Artworks

PRESS RELEASE:

Angelika Sher | Fifth Column
Curator: Yair Barak

Two central works in Fifth Column highlight the gap between sound and image. Apparently these two photographs have nothing in common. In one, an old stairwell, its walls covered in thick oil paint, seems to be deeply planted in eastern European tradition. Its illumination flows from a large light box; we hear echoes of doors slamming, feet pattering up and down the stairs, human voices calling. What’s heard is not seen and what’s seen is not heard, and yet – they are wonderfully synchronized. The artist’s choice is not random. This had been the stairwell in her childhood home in Lithuania, which she climbed through every day, its sounds and smells molding her identity.

In the other work, Messages from Mars, and old record player is displayed next to an old television set. The record generates a series of regular, mechanical chirps. On the screen, images are slowly being woven, their pace tired and their technology old-fashioned. They float, one after the other, like some automated consciousness, turning into a generic archive with distinct Soviet aromas: a mythological newscaster, a legendary movie star, Grandfather Frost (a secular Santa Claus), a military parade. Actually, we realize, the record is broadcasting signals which turn sound into image. This aging system has seen better days when, in the 1970s, NASA sent mementos of life on Earth to Space. This series of sounds and images was meant to introduce a summary of our world to an unknown recipient, who never got the message.

Up till now, the riddle is solvable. The other works in the show re-introduce Sher’s recognizable subjects, which exist within the familial/cultural representation, to a new dimension which creates an unusual, surprising encounter between what might be called documentary and reality-based, and a mystic, defiantly surreal world. In an attempt to categorize it I am obliged to adopt the term “magical realism,” a terms with its pervasive connotations to literature, film, and art, starting from the Weimar Republic in early 20th century, through Latin literature (García Márquez), and on to American film (David Lynch). Its influence here seems to be great.

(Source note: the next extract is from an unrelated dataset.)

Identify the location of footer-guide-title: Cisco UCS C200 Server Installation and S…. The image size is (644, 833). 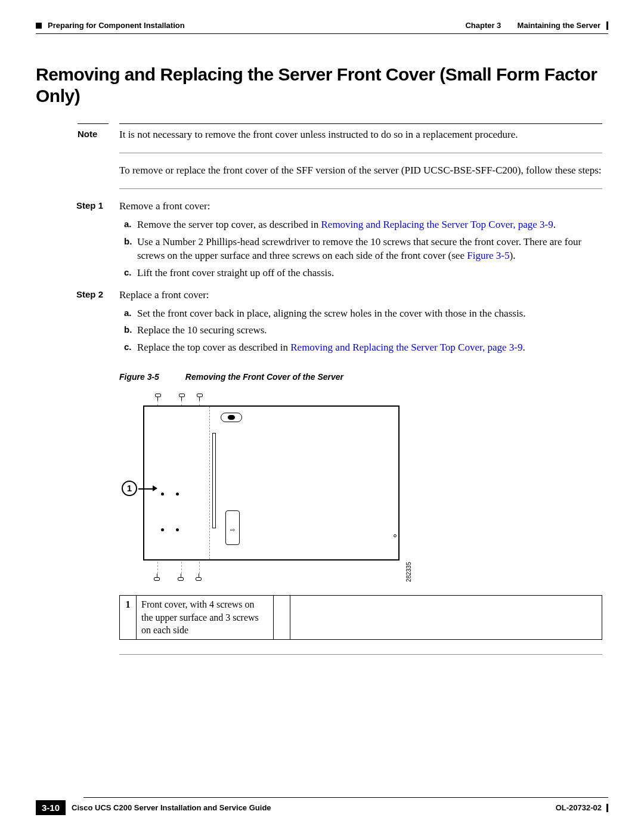
(172, 807).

These magical images subvert the perception of time, same as in science-fiction movies, which present a futuristic, hyper-technological reality, drawing their aesthetic inspiration from pre-historic images. Poetically you might say that Sher is creating a present-less time record, rooted in the future and facing the past.

In conversation with Sher she mentions the key influence of Vladimir Sorokin on her thinking and on her artistic perception. Sorokin is one of the sharpest, most subversive writers on contemporary Russian literature, and much of his writing contains strong critical messages in the guise of science-fiction novels.

The dune is, without a doubt, the most noticeable image in the show. This image is much associated with the perception of place – the Middle East – and with its representation in 19th century photography. In many photographs taken in the colonialist tradition, 19th century Palestine was a land of dunes, an exotic desert, distinctly oriental. Surprisingly, in the minds of many Europeans Israel looks like that even today.

Sher creates Euro-desert hybrids in her photographs. In the one called “Grandma’s Curtain,” a young girl is wrapped in a curtain. It’s generic; an old person’s curtain, or is it ethnic? You can find such curtains in a kibbutz, in an old-age home, or at the flea market. The girl rises Venus-like from the sands, a transplant in a foreign landscape.

A model of a Moscow icon, a colorful basilica, has emigrated from the Red Square in order to float above a dusty, sandy carpet. Six elegant men’s hats – associated with an orthodox Jew, a gentleman, a cowboy – hover in precise formation, as in a graduation ceremony, flying away from the camera and into the blue sky, a moment before they would crash into the sun-burned sand. Shades of Magritte, the French surrealist, but a sense of magic is evoked here too. Alien invasion also comes to mind, enhanced by the image of a flying saucer plunged into the soft sand, surrounded by a crowd of people. It is uncertain whether they are gathering around it or walking away. Is this crowd the fifth column in the show’s title? A fifth column is a subversive force working inside the mainstream as an undercover agent, potentially harmful. It’s hard to ignore Sher’s interest in questions of immigration and foreignness versus the phobic societal imagination, perceiving immigrants as a threat.

In another work, the same girl stands under a fancy crystal chandelier, a necessary trousseau item in the culture in which the artist has grown up. Two of its polished stones are placed right in front of the girl’s eyes, transformed into cold, spellbinding drops of blood. This composition, which is repeated in another portrait of the young girl, this time with medals decorating the front of her black shirt, points to a generation gap and an identity conflict, and fashions Sher’s complex and broken syntax whose raw materials are alienation and rootlessness.